From the Great Stink to your kitchen sink…

HISTORY

THE MERCENARY RIVER  

by Nick Higham (Headline £20, 480pp)

In November 1478, a Londoner named William Campion was paraded around the city wearing a vessel on his head which was ‘kept filled with water’. 

This ‘ran down his person from small holes made for the purpose’. He was then sent to prison. Campion’s crime was stealing water. In the medieval period, water was precious stuff and anyone pinching it from his neighbours deserved public humiliation. 

Author Nick Higham explores the history of London’s relationship with H2O. Debate about London’s water supply in the ­Victorian era was over its ownership

As Nick Higham points out in this excellent history of London’s relationship with H2O, ‘We have forgotten what it is to have to work for our water.’ There was no danger of doing so in those earlier centuries. 

There was no water on tap, so people had to fetch it themselves from wells and conduit houses or buy it from the water carriers who hawked it around the city. 

The carriers were tough characters. In 1541, the Lord Mayor banned them from carrying clubs because they were so keen to fight one another to be first in the queue at the conduit house. 

The New River Company began supplying water in 1613, the brainchild of an entrepreneur named Hugh ­Myddelton. His statue now stands on Islington Green, close to the terminus of the artificial waterway he constructed to bring fresh water from Hertfordshire into the city. The New River, neither new nor a river, still provides between 8 and 12 per cent of London’s drinking water today. 

Further companies soon sprang up to supply it, and a network of pipes brought it into individual houses. 

‘There is never a city in the world that is so well served with water,’ one Londoner boasted in 1720. 

Not all the pipes were hidden. Higham quotes a diarist from 1773 who described some on ground ‘at the back of the ­British Museum’ which ‘were propped up in several parts to the height of 7 and 8ft, so that persons walked under them to gather water cresses’. Perhaps unsurprisingly, ‘mischievous boys’ bored holes in them to create fountains. 

Water carriers still walked the streets, crying out, ‘Fresh water, fair water! None of your pipe sludge!’ 

They were highlighting one of the major problems the water companies and their customers faced over the next century. Their product was often disgusting. The Thames, the ‘­mercenary river’ of Higham’s title, was the source for the water supplied by most companies. And the Thames was foul with sewage. 

THE MERCENARY RIVER by Nick Higham (Headline £20, 480pp)

THE MERCENARY RIVER by Nick Higham (Headline £20, 480pp)

In the 1820s, water supplied by the Grand Junction Waterworks Company was alleged to be ‘charged with the contents of the great common sewers’ and ‘the drainings from dunghills’. 

Although Victorian theories of disease were often misguided (‘bad air’ rather than ‘bad water’ was long thought to be responsible for cholera outbreaks), common sense dictated that human excrement in the water supply was not a good thing. 

‘I can only say that when you have once put sewage in the water I should be reluctant to drink it,’ remarked Sir Benjamin Brodie, Oxford professor of chemistry and master of understatement, addressing an inquiry into London’s water supply. 

Matters came to a head with the so-called Great Stink in the summer of 1858. The stench rising from the Thames was so bad no Londoner could fail to notice it. 

‘That noble river,’ the Tory politician Benjamin Disraeli noted in a parliamentary debate, ‘has … become a Stygian pool, reeking with ineffable and intolerable horrors.’ Money was found over ensuing years to finance Sir Joseph Bazalgette’s grand plans for London’s sewers. 

The other great debate about London’s water supply in the ­Victorian era was over its ownership. Should it be in the hands of private companies? Or under municipal control, run for public good rather than profit? 

It was not until 1904 that what Higham calls ‘the clamour…for public control of London’s water’ resulted in the surviving companies handing over their customers, pipe networks and pumping stations to the Metropolitan Water Board. 

Public ownership lasted little more than 80 years. Margaret Thatcher’s shareholder democracy in the 1980s included water. ‘You too can be a H2 owner,’ the marketing campaign told us. 

It’s fair to say that privatisation hasn’t always been a huge success. Londoners are again dependent on companies which, in Higham’s words, have often proved ‘more interested in cash flow than water flow’. 

Most of us nonetheless ‘never think about how the water in our taps gets there’. Higham certainly has and his book proves a consistently fascinating read for all those curious about London’s history.

https://www.dailymail.co.uk/home/books/article-10697293/From-Great-Stink-kitchen-sink.html

Next Post

The Best Room in Your Home? It Could Be the Laundry Room.

Sun Apr 10 , 2022
Laundry rooms were once utilitarian spaces hidden away in basements or small, windowless rooms. But not anymore: Now they’re getting the full designer treatment. “A lot of my clients are starting with the idea of the laundry room being one of the most important spaces of their home,” said Ashley […]
The Best Room in Your Home? It Could Be the Laundry Room.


**GOAL OF THE EXERCISE**
Starting with the line that has "Give bounding boxes" in the records below and ending with the line that has "Detect and localize", output those lines exactly and nothing more; omit the pictures.
═══ INFORMATION ═══
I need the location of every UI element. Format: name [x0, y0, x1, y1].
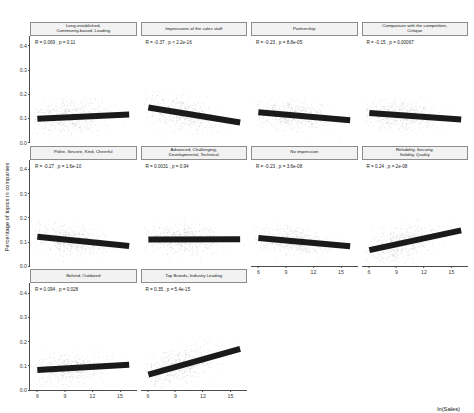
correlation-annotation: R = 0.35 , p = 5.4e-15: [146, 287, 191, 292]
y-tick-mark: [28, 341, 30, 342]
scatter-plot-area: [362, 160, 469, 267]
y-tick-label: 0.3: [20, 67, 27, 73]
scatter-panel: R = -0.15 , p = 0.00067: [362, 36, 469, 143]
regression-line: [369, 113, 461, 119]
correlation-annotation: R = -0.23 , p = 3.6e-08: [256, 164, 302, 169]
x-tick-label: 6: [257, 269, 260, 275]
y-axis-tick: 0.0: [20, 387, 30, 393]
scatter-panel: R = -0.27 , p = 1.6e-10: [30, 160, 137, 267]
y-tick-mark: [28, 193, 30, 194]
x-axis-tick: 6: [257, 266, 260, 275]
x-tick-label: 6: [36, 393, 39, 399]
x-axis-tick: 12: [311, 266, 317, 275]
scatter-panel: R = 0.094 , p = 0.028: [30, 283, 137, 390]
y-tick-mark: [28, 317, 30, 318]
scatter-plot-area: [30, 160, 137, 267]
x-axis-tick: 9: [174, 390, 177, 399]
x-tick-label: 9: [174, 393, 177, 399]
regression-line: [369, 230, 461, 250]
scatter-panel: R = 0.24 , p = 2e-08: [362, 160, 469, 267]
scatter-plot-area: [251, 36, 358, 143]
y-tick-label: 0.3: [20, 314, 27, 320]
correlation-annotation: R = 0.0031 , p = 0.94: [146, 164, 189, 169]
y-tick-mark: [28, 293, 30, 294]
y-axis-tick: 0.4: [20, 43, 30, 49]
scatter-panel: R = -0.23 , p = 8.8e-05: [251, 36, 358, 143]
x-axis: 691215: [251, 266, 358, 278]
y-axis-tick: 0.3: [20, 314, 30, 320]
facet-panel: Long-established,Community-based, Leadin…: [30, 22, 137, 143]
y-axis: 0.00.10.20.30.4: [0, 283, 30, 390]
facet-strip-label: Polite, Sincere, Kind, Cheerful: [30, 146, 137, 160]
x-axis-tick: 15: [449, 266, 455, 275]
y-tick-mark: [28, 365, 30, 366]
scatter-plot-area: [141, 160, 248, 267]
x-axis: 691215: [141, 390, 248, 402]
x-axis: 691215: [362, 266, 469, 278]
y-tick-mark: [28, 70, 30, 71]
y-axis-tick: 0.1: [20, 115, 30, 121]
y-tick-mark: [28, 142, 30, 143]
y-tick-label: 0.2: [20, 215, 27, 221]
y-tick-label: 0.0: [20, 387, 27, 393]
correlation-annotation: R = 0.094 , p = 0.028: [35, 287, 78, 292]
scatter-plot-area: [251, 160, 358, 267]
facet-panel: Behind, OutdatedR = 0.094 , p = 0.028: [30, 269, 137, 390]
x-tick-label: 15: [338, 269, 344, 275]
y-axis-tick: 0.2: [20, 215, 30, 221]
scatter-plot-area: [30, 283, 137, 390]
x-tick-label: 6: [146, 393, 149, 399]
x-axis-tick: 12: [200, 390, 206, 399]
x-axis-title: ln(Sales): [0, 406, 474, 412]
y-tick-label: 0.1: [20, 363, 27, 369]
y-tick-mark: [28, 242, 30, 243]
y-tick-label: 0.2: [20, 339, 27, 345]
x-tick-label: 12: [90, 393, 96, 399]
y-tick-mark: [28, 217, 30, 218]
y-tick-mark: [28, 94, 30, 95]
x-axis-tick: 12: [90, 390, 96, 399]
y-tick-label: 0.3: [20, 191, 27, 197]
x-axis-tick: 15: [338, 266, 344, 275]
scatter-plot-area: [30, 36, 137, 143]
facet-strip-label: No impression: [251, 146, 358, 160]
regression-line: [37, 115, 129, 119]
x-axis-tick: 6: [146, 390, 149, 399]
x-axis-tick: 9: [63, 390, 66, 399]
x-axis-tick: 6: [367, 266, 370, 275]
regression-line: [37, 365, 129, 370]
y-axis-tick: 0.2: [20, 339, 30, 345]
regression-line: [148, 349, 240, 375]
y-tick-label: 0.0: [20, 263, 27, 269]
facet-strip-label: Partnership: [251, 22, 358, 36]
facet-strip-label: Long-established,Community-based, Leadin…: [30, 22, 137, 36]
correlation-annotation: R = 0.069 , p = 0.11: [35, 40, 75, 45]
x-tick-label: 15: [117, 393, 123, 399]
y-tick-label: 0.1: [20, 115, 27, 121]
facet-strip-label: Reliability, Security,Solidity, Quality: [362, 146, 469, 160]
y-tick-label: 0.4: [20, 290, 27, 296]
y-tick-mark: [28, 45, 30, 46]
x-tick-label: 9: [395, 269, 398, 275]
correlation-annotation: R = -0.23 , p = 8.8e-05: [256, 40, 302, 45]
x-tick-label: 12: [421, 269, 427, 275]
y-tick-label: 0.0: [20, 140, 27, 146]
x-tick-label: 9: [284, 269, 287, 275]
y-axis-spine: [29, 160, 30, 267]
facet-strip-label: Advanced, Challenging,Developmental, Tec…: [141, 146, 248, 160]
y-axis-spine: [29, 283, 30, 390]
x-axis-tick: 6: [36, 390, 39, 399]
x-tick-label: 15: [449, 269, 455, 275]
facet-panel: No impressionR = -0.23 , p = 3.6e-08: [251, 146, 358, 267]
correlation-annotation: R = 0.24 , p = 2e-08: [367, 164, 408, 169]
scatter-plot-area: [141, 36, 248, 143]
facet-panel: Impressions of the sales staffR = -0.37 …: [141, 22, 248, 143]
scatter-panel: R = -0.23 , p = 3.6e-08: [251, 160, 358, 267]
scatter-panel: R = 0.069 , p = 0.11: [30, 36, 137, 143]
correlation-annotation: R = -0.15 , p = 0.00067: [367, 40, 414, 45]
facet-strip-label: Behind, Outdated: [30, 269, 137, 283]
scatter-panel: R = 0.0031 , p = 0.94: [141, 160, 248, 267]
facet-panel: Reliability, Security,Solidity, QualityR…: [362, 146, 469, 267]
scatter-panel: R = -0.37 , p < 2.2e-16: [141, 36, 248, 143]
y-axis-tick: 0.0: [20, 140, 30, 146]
═══
═══ INFORMATION ═══
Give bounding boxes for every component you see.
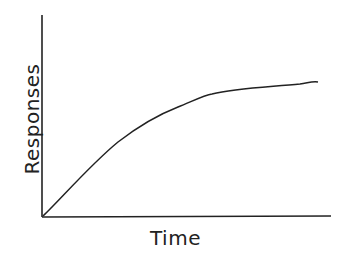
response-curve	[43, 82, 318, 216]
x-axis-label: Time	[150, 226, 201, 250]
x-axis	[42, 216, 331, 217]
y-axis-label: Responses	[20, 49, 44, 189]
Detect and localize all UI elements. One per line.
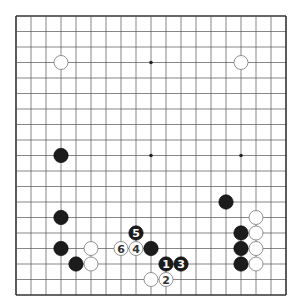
═══
═══ INFORMATION ═══
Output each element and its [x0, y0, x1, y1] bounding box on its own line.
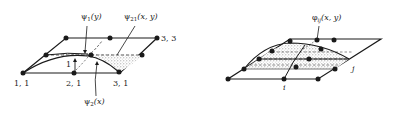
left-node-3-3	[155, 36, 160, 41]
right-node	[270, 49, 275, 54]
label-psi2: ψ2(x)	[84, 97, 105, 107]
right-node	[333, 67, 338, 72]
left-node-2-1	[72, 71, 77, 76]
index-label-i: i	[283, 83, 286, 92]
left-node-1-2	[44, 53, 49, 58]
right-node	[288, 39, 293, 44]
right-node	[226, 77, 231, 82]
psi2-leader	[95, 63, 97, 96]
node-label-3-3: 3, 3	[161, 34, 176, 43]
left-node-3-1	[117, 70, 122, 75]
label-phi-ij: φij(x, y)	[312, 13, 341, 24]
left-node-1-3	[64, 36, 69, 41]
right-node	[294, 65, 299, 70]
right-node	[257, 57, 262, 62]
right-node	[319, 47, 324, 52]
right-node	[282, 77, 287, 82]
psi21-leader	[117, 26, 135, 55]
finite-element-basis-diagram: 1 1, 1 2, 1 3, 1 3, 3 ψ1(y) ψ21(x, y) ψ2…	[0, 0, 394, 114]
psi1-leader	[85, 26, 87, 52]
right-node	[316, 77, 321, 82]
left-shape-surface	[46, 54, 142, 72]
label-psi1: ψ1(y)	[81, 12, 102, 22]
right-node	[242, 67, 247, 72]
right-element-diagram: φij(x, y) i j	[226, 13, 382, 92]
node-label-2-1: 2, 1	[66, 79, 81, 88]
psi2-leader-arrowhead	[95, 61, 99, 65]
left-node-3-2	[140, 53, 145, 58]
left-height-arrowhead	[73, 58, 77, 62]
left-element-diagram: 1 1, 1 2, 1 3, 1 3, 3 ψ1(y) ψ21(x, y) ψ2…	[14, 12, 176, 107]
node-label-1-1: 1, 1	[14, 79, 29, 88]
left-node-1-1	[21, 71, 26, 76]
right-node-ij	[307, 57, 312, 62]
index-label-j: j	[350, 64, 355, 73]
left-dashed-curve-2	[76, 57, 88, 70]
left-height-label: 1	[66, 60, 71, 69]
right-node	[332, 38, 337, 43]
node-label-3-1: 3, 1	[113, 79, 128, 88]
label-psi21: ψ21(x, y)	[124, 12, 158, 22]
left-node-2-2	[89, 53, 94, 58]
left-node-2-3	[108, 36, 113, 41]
═══
**RESULT FOR THIS TASK**
Give bounding boxes for every component you see.
response-curve	[43, 82, 318, 216]
x-axis-label: Time	[150, 226, 201, 250]
x-axis	[42, 216, 331, 217]
y-axis-label: Responses	[20, 49, 44, 189]
Detect and localize all UI elements. One per line.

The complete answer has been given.